The Bevel Normals baker generates rounded edge information directly into a normal map. Instead of adding subdivisions, it simulates bevelled edges in shading space. For low poly assets heading into real-time engines, this allows visually softer edges without increasing triangle counts.
The principle is familiar. If detail can live in a map instead of the mesh, the GPU will usually thank you. The art director may also stop asking why everything looks razor sharp.
Animation stays intact
InstaLOD 2026 extends animation support across GLTF, USD and FBX. GLTF and USD now support skeletal meshes, blend shapes and both skeletal and object based animations. FBX export introduces more granular control over skeletons, animations and blend shapes, with improved compatibility across DCC tools. The headline here is preservation. Optimisation does not automatically mean animation loss. InstaLOD positions itself as a geometry processing layer that respects rigs and deformation data rather than flattening them into static meshes. That is a meaningful distinction in pipelines where animation is not optional.
USD
USD workflows support polygonal meshes without forced triangulation, improved handling of stage metadata such as metersPerUnit, and removal of the default USDRoot node in exports. Material handling has been corrected for cases involving emissive colours or naming conflicts.
Polyverse inside the tool
Deeper Polyverse integration brings a built in asset browser into InstaLOD Studio. Users can download and import original meshes and automatically generated LODs directly inside the application. Authentication tokens are stored to reduce repeated logins. Assets can be previewed or opened in a web browser from within the interface.

The practical effect is fewer open tabs and less manual file shuffling. Asset discovery, LOD retrieval and optimisation now sit in a contiguous workflow. It is not glamorous, but it is the kind of friction reduction that accumulates over long productions.

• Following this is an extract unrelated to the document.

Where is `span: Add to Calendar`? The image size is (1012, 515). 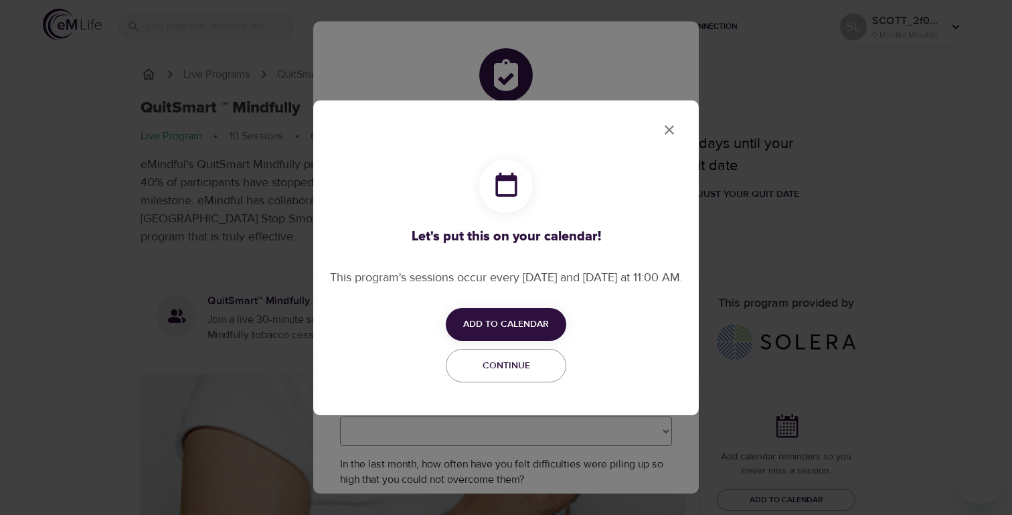
span: Add to Calendar is located at coordinates (506, 324).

Formats and host apps covered
CAD support now includes DWG and DGN. SolidWorks configurations are supported with optimised retessellation. Winding order correction is available during import. OBJ import and export have been reworked. GLTF vertex colour support has been extended. USDZ embedded texture path sanitisation is included.

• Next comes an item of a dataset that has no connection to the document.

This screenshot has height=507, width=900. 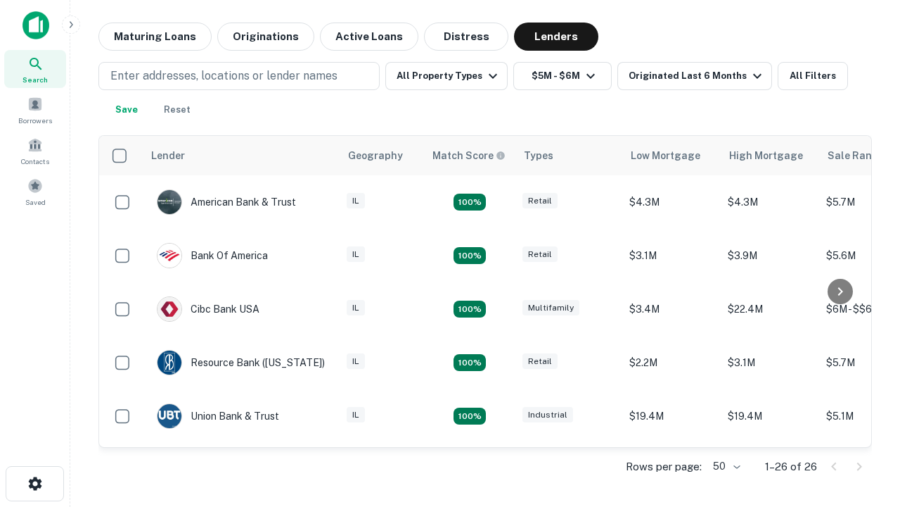 What do you see at coordinates (35, 69) in the screenshot?
I see `a: Search` at bounding box center [35, 69].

Plugin compatibility extends to Blender up to 5.0, Unreal Engine up to 5.7 with improved Nanite fallback LOD quality, Autodesk Maya 2026, Autodesk 3ds Max 2026 and Autodesk VRED 2026.1.
In 3ds Max, Abstract reports execution time reductions by several orders of magnitude, bringing performance closer to InstaLOD Pipeline. This claim is vendor stated and not independently verified at press time. Unreal integration removes deprecated API calls and addresses previous instability around Skeletal Mesh editors and hardware ray tracing. On macOS, the Pipeline build ships as a notarised DMG. The compatibility list reads like a checklist of common production pain points. If your DCC of choice is on it, that is one fewer integration hurdle to clear.

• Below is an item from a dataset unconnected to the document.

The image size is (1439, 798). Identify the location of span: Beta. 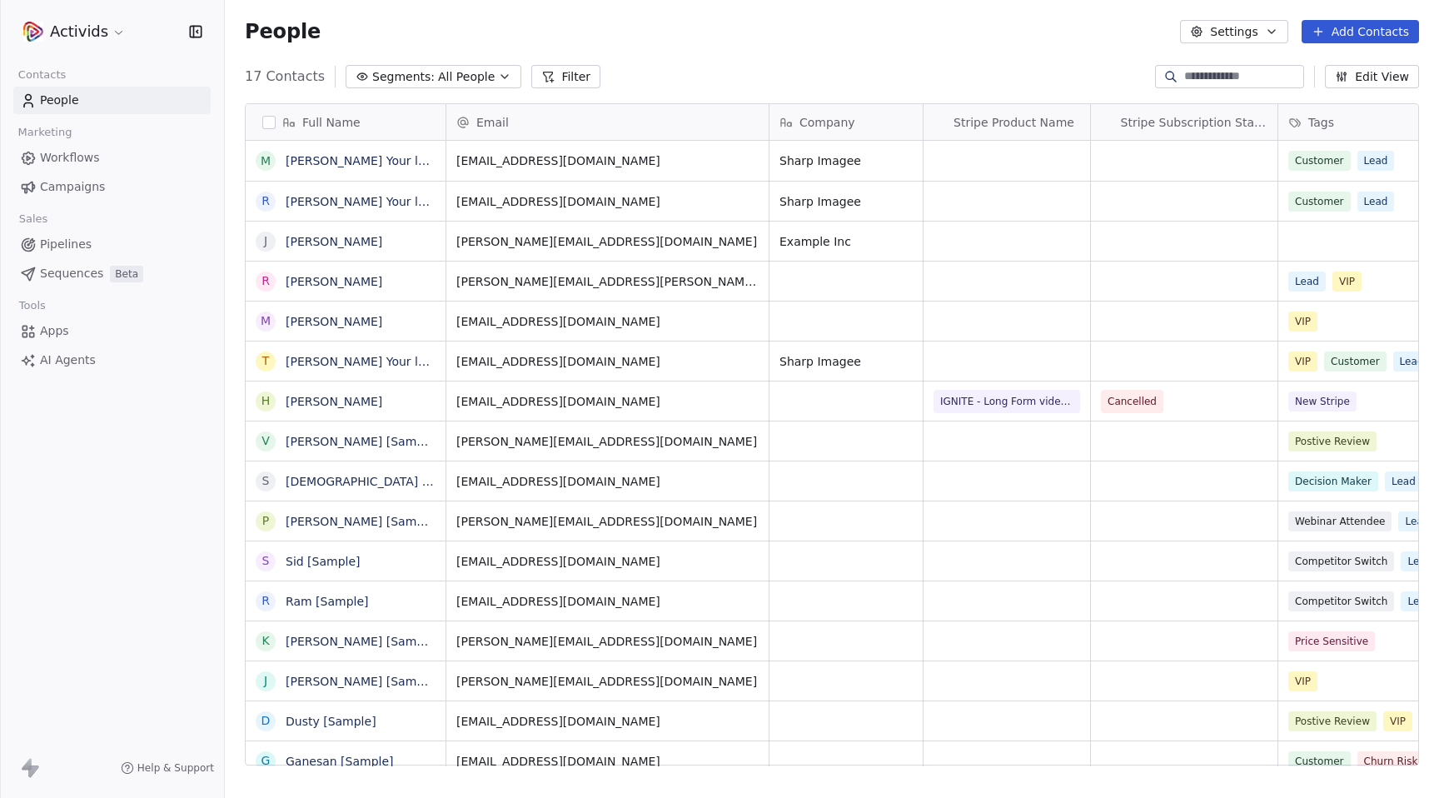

Small updates, fewer surprises
The release also adds machine translated UI localisation, an automatic update system, improved selection performance on high poly meshes, new export settings for animation data, improved material name preservation in Delivery Optimization and warning systems for unsupported DCC versions. Individually, these are incremental. Collectively, they aim to make the tool less likely to annoy you at inconvenient moments. In production, predictability often beats novelty.
For teams working across games, XR, enterprise visualisation and virtual production, that middle layer is frequently a patchwork of scripts and manual cleanup. Abstract is consolidating it into a unified environment.
InstaLOD 2026 is available now from Abstract. As always, new pipeline components should be tested on real production assets before being rolled into active shows. Even the tidiest mesh can hide a suprise if you do not look closely.